With the arrival of sound, his presence and powerful voice became an asset and he went on to memorable roles in The Green Pastures (1936), The Adventures of Huckleberry Finn (the 1939 MGM version), The Thief of Bagdad (1940—perhaps his best-known film appearance—as the genie), The Talk of the Town (1942), and Sahara (1943).

From 1929, he also appeared on stage, making his debut on Broadway. He appeared in more than a dozen Broadway productions, with his final role coming in Kwamina in 1961. He was in the original cast of Haiti (1938), Cabin in the Sky (1940), and St. Louis Woman (1946). He is one of the few actors to have played both God (in The Green Pastures) and the Devil (in Cabin in the Sky). In 1966 he played Tee-Tot in the movie Your Cheatin' Heart.

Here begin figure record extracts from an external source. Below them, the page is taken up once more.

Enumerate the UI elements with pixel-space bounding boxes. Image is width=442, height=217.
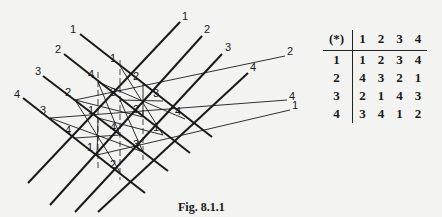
table-cell: 1 bbox=[372, 87, 391, 105]
table-cell: 4 bbox=[353, 69, 372, 87]
row-header: 1 bbox=[323, 51, 353, 70]
transversal-line bbox=[97, 110, 290, 155]
down-line-label: 2 bbox=[55, 43, 61, 55]
up-line bbox=[28, 22, 180, 183]
intersection-label: 2 bbox=[65, 86, 71, 98]
table-row: 2 4 3 2 1 bbox=[323, 69, 427, 87]
intersection-label: 4 bbox=[88, 68, 94, 80]
down-line bbox=[43, 76, 168, 171]
table-cell: 1 bbox=[409, 69, 428, 87]
table-cell: 1 bbox=[390, 105, 409, 123]
intersection-label: 1 bbox=[153, 121, 159, 133]
column-header: 2 bbox=[372, 30, 391, 51]
table-corner: (*) bbox=[323, 30, 353, 51]
transversal-label: 2 bbox=[287, 45, 293, 57]
up-line-label: 4 bbox=[250, 61, 256, 73]
intersection-label: 3 bbox=[153, 87, 159, 99]
up-line bbox=[75, 54, 222, 212]
intersection-label: 1 bbox=[87, 141, 93, 153]
intersection-label: 4 bbox=[175, 105, 181, 117]
transversal-lines bbox=[50, 56, 290, 172]
table-row: 1 1 2 3 4 bbox=[323, 51, 427, 70]
latin-square-table: (*) 1 2 3 4 1 1 2 3 4 2 4 3 2 1 3 2 1 4 … bbox=[323, 30, 427, 123]
column-header: 3 bbox=[390, 30, 409, 51]
table-cell: 3 bbox=[390, 51, 409, 70]
up-line-label: 3 bbox=[225, 41, 231, 53]
table-header-row: (*) 1 2 3 4 bbox=[323, 30, 427, 51]
intersection-label: 2 bbox=[133, 103, 139, 115]
table-cell: 3 bbox=[409, 87, 428, 105]
table-row: 3 2 1 4 3 bbox=[323, 87, 427, 105]
up-line-label: 1 bbox=[182, 10, 188, 22]
table-cell: 2 bbox=[372, 51, 391, 70]
table-cell: 1 bbox=[353, 51, 372, 70]
down-line-label: 1 bbox=[70, 23, 76, 35]
column-header: 4 bbox=[409, 30, 428, 51]
intersection-label: 3 bbox=[133, 138, 139, 150]
table-cell: 2 bbox=[390, 69, 409, 87]
table-cell: 4 bbox=[372, 105, 391, 123]
table-cell: 2 bbox=[353, 87, 372, 105]
intersection-label: 1 bbox=[88, 104, 94, 116]
table-cell: 3 bbox=[372, 69, 391, 87]
row-header: 2 bbox=[323, 69, 353, 87]
intersection-label: 4 bbox=[110, 121, 116, 133]
intersection-label: 3 bbox=[40, 104, 46, 116]
table-cell: 2 bbox=[409, 105, 428, 123]
table-row: 4 3 4 1 2 bbox=[323, 105, 427, 123]
down-line bbox=[64, 54, 190, 153]
figure-caption: Fig. 8.1.1 bbox=[178, 200, 225, 215]
down-line-label: 3 bbox=[35, 65, 41, 77]
column-header: 1 bbox=[353, 30, 372, 51]
intersection-label: 2 bbox=[110, 158, 116, 170]
intersection-label: 4 bbox=[65, 124, 71, 136]
table-cell: 4 bbox=[390, 87, 409, 105]
up-line bbox=[98, 73, 248, 212]
table-cell: 3 bbox=[353, 105, 372, 123]
table-cell: 4 bbox=[409, 51, 428, 70]
intersection-label: 3 bbox=[110, 86, 116, 98]
row-header: 3 bbox=[323, 87, 353, 105]
intersection-label: 2 bbox=[133, 70, 139, 82]
symbol-connector bbox=[50, 118, 143, 152]
row-header: 4 bbox=[323, 105, 353, 123]
up-line-label: 2 bbox=[204, 23, 210, 35]
down-line-label: 4 bbox=[14, 88, 20, 100]
intersection-label: 1 bbox=[110, 52, 116, 64]
transversal-label: 1 bbox=[292, 99, 298, 111]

Ingram was arrested for violating the Mann Act in 1948. Pleading guilty to the charge of transporting a teenage girl to New York for immoral purposes, he was sentenced to eighteen months in jail. He served just ten months of his sentence, but the incident had a serious effect on his career for the next six years.

In 1962, he became the first African-American actor to be hired for a contract role on a soap opera, when he appeared on The Brighter Day. He had other work in television in the 1950s and 1960s.

Rex Ingram died of a heart attack at the age of 73.